Toluca Lake has been home to numerous celebrities over the years. Among them was one of the most successful costumers in film history, who became one of the most successful American couturiers as well — and he started that business in the garden of his Toluca Lake home.
Adrian Adolph Greenburg was better known simply as “Adrian” due to his MGM film onscreen credit, “Gowns by Adrian.” He first came to Hollywood at age 21 as a costume designer for Rudolph Valentino’s new production company, Ritz Carlton Productions. His design work had come to the attention of Valentino’s designer wife, Natacha Rambova, who hired him in New York to design several costumes for Valentino and Helena D’Algy in the 1924 film A Sainted Devil for Paramount Studios.
Adrian left behind a successful East Coast film and stage costume career when he moved to Hollywood, but greater achievements were in his future. Although the Valentino company was not a success, Adrian soon found a new position as chief designer at the new studio of epic filmmaker Cecil B. DeMille. In 1928, he joined the famed director at MGM, where he became a designer for Greta Garbo, Joan Crawford, Norma Shearer, Marion Davies, Jean Harlow and Jeanette MacDonald.
Adrian appreciated fine architecture, and after living in a small home off of Vine Street in the Hollywood Hills above Franklin, he moved to the “Tower House” in the French Village section of Hollywood near the Hollywood Bowl that had been built by Walter and J. Pierpont Davis. Adrian’s parents, Gilbert and Helena, had moved to Hollywood in the late 1920s to be near their son. When Gilbert passed away in 1931, Adrian rented another architectural gem, “Villa Vallambrosa” in Whitley Heights, for himself and his mother.
Adrian designed Billie Dove’s costumes for the Marion Davies–starring vehicle Blondie of the Follies in 1932. At the time, Dove was engaged to rancher Robert Kenaston and would soon be selling the 1927 John Klump–designed Toluca Lake home she had been living in since shortly after it had been built. Both Adrian and fellow MGM employee Greta Garbo were interested in the Toluca Lake house known as “Villa Encanto,” but it was Adrian who succeeded in purchasing it in 1933.
After Helena Adrian passed away in 1934, it would be another five years before the home saw another female resident — the first Best Actress Oscar winner, Janet Gaynor. Adrian first worked with Gaynor in 1932, when, unhappy with the studio designers at Fox, she asked for, and got, Adrian. At the time she was married to writer Lydell Peck, but their marriage would soon end. In 1938, following her success in A Star Is Born, Gaynor was signed to a multi-picture deal at MGM. Adrian designed her costumes there for Three Loves Has Nancy, and the two started a friendship that grew into a relationship. They were married in 1939, with Gaynor moving into Adrian’s home. A year later they welcomed a son, Robin.
MGM had changed following the death of leading producer Irving Thalberg in 1936. Louis B. Mayer was promoting the family-values Andy Hardy films, and the advent of World War II had changed the studio’s approach to its most popular international star, Greta Garbo. An attempt to turn her into a “girl next door” type failed, leading to her departure from the studio as well as Adrian’s.
The war had also created an interesting opportunity for American fashion designers, as the inaccessibility of French couturier fashion helped accelerate a growing interest in American fashion. Adrian decided to take advantage of this rare opportunity and started Adrian Ltd. His film work had already influenced American fashion and his name was well recognized by the public; his first ads promised, “And now gowns by Adrian are for you.” He and Gaynor leased the former Victor Hugo restaurant in Beverly Hills to become his salon. Since it would not be ready for the introduction of his first 1942 collection, they decided that the collection would be introduced at their Toluca Lake home, an event attended by buyers for department stores across the nation. The business was a success for the next 10 years, until health issues forced Adrian to close his salon.
By then, Adrian and his family had moved to the more rural North San Fernando Valley, purchasing Zeppo Marx’s former home, which was part of the Marwyck Stables he and Barbara Stanwyck had started in the late 1930s.
Villa Encanto would have several more celebrity residents, and although its address would change both numerically and in street identification, it would remain one of the architectural gems of Toluca Lake.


▸ ABOUT THIS EXERCISE:
Search the material for the word "Account" and report each line where it turns up.

▸ MATERIAL SHOWN:
———
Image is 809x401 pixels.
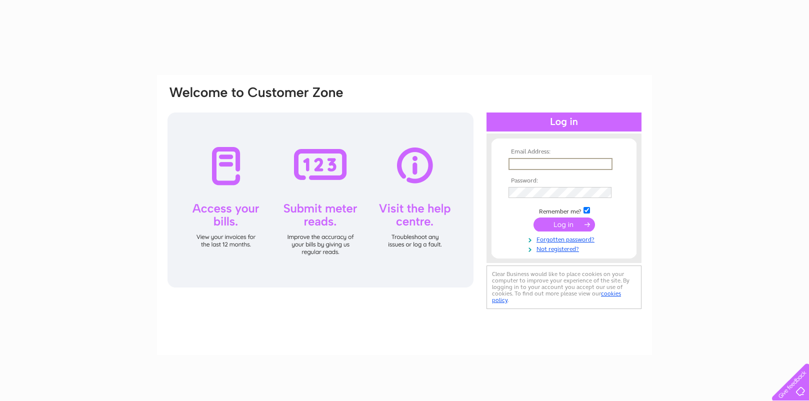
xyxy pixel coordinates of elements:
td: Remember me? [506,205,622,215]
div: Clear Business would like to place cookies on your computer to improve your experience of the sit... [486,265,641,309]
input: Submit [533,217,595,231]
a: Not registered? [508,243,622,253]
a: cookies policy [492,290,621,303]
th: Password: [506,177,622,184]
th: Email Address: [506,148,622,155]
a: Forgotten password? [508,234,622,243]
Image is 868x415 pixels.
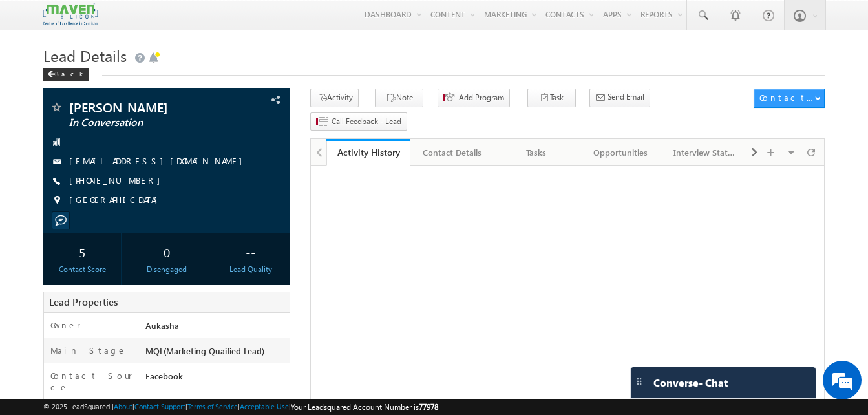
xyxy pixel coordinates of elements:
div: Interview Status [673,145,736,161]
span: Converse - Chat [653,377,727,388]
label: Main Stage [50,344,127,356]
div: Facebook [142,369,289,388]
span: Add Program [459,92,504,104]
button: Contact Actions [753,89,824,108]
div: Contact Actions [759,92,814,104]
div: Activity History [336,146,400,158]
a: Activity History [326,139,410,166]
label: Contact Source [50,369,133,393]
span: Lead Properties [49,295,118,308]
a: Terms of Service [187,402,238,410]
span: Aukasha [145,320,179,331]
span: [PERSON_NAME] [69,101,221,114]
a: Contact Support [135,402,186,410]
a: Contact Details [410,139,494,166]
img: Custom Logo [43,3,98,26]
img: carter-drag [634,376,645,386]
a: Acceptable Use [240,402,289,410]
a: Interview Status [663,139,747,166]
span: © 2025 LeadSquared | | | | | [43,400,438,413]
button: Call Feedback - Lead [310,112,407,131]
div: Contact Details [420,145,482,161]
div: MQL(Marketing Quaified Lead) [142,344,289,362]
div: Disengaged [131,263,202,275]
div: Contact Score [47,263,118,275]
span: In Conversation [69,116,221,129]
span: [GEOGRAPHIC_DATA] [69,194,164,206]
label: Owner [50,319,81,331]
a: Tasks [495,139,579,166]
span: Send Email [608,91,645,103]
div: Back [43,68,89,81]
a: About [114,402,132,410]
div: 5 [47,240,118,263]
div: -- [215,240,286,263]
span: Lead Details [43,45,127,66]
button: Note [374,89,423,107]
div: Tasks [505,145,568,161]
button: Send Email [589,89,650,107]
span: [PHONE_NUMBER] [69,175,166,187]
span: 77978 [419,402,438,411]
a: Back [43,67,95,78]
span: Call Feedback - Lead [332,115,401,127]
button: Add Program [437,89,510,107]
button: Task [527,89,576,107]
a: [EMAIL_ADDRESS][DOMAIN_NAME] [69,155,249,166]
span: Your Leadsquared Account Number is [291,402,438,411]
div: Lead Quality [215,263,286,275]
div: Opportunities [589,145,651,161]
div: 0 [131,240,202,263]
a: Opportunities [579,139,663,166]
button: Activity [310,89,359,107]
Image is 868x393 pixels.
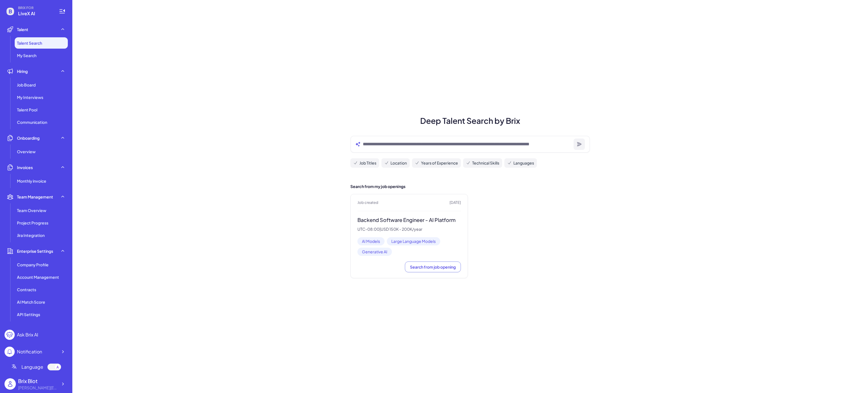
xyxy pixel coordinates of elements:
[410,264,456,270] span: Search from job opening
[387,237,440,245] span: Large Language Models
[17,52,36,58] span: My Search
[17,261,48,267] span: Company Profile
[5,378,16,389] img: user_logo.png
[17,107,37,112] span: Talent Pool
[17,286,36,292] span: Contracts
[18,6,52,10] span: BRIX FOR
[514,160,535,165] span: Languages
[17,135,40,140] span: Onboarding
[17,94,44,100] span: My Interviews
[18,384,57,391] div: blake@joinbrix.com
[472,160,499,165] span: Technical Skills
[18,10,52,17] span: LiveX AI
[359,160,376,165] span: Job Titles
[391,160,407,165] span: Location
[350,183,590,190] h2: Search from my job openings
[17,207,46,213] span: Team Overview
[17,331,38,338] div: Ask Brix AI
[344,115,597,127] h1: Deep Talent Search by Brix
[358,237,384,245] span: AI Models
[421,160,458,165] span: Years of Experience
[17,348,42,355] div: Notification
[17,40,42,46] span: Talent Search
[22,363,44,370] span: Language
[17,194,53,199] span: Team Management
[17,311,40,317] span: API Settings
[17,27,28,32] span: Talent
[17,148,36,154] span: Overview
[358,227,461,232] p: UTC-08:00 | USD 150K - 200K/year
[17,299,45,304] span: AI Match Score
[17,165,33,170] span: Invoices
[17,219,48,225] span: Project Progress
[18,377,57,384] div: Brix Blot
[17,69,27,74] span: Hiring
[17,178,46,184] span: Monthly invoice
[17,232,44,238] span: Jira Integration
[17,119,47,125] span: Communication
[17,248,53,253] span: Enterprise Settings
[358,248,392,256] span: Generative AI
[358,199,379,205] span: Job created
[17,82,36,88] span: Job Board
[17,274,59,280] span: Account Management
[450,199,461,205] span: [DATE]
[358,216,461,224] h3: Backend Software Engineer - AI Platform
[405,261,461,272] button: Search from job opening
———
▸ ANSWER SECTION:
span: Your Leadsquared Account Number is [291,402,438,411]
[17,274,59,280] span: Account Management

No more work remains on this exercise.